Monday, 26 January 2015

Queer-ying gentrification

18 months ago my colleague Dr Kirsten Besemer blogged on here about a surprise finding from some work we had done for the EHRC in Scotland – that a disproportionate number of non-heterosexual people lived in the most deprived neighbourhoods in Scotland. We’ve since written this up as a journal article now published in Housing Theory and Society.

In writing up the paper we set the findings in the broader gentrification literature. As Kirsten wrote about back in 2012, this was because the narrative of LGBT households as gentrification pioneers is dominant. Growing up, one of the formative events in my emerging sexuality was watching the Channel 4 drama Queer as Folk. Aiden Gillen’s character Stuart typified this narrative – he lived in a swanky loft apartment in central Manchester, in a rapidly gentrifying neighbourhood, paid for through his successful career, despite the homophobia he had experienced in his life. Similarly, in a lot of American scholarship on the creative class, LGBT households are synonymous with the creative class. If you’re a gay man, you’re rich and live in a loft apartment.

Reading through the literature on gentrification and LGBT residential location choice that I did for this paper, it was surprising how much this narrative has not been troubled – even though Loretta Lees in this article from 2000(£) argued that gentrification scholarship needed a much greater focus on issues of gender, ethnicity and sexual identity as well as class. Apologies if I did miss out on particular literature, but the stuff that came up in my literature search was predominantly accepting of the gay gentrification narrative.
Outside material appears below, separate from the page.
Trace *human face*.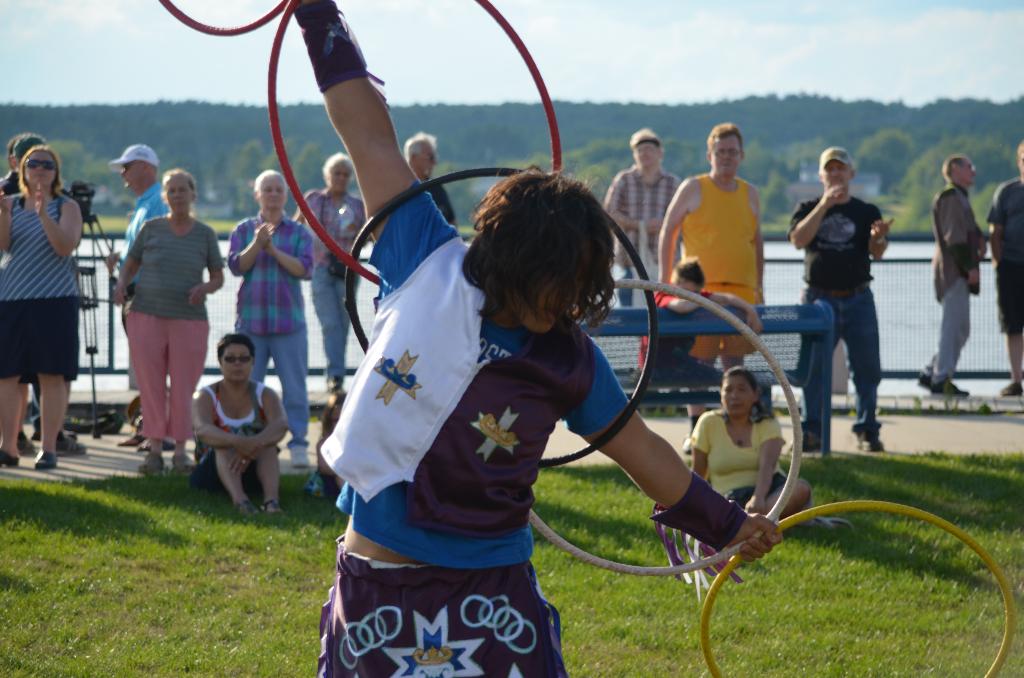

There are two issues with this. Firstly, it does smack of a growing heteronormativity that has been particularly noticeable in the debates around equal marriage. Gay men are now just seen as men, in fact they’re almost seen as uber-men as they aren’t burdened with childcare, and just want to settle down with their husband in a very tastefully decorated house. This ignores the “little things” that Panti Bliss talks so evocatively about that frame how non-heterosexual people experience the world. Yes, we have seen the declining significance of homophobia in our society, but as a non-heterosexual you still find yourself censoring your behaviour; or feel that lump of fear in your throat when you reveal the gender of your partner to a relative stranger. To presume that non-straight households are always gentrification pioneers, or increasingly second-wave gentrifiers, is to ignore diversity within the non-straight population, and impose a heteronormativity upon non-heterosexual people. If data on sexual orientation at a neighbourhood level is available for other countries, I would strongly encourage others to repeat our analysis to see if this is a Scottish phenomenon, or a broader one.
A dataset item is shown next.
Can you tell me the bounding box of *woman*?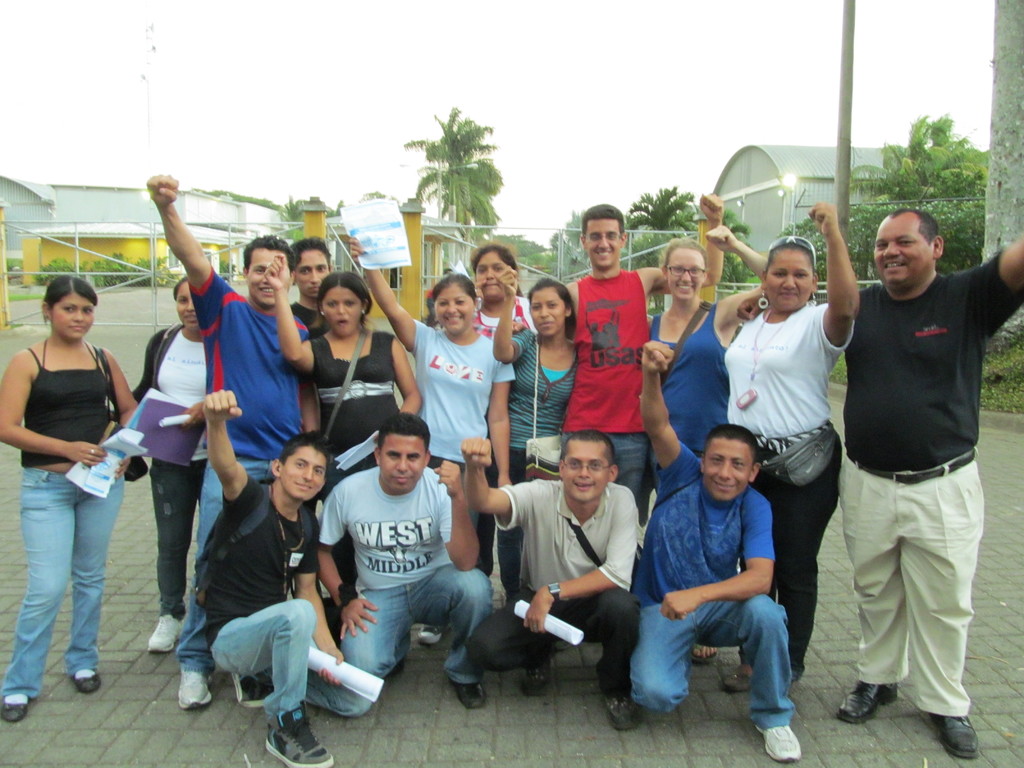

The second issue is one of the policy implications of recognising that the lives of non-heterosexual people might be difficult and therefore they find themselves living in socially-rented housing in deprived neighbourhoods. As we stated in our original Hard to Reach report it is all too easy to presume Scotland’s deprived neighbourhoods are homogenous, white, heterosexual working class areas. We have shown they are not. Our finding might be a geographic fluke because the non-heterosexual population is so small, although tests of statistical significance show it is not. That this non-straight population living in deprived neighbourhoods in Scotland is comparatively older, does give credence to the description an older LGBT-identifying friend described, of lots of older non-straight people who had pretty difficult lives, living in social housing in the west of Scotland. If we accept this, then we need to consider whether services for non-heterosexual people need to move out of inner-city locations, or that mainstream services in deprived neighbourhoods need greater skills and training around helping a non-heterosexual population that might have multiple problems.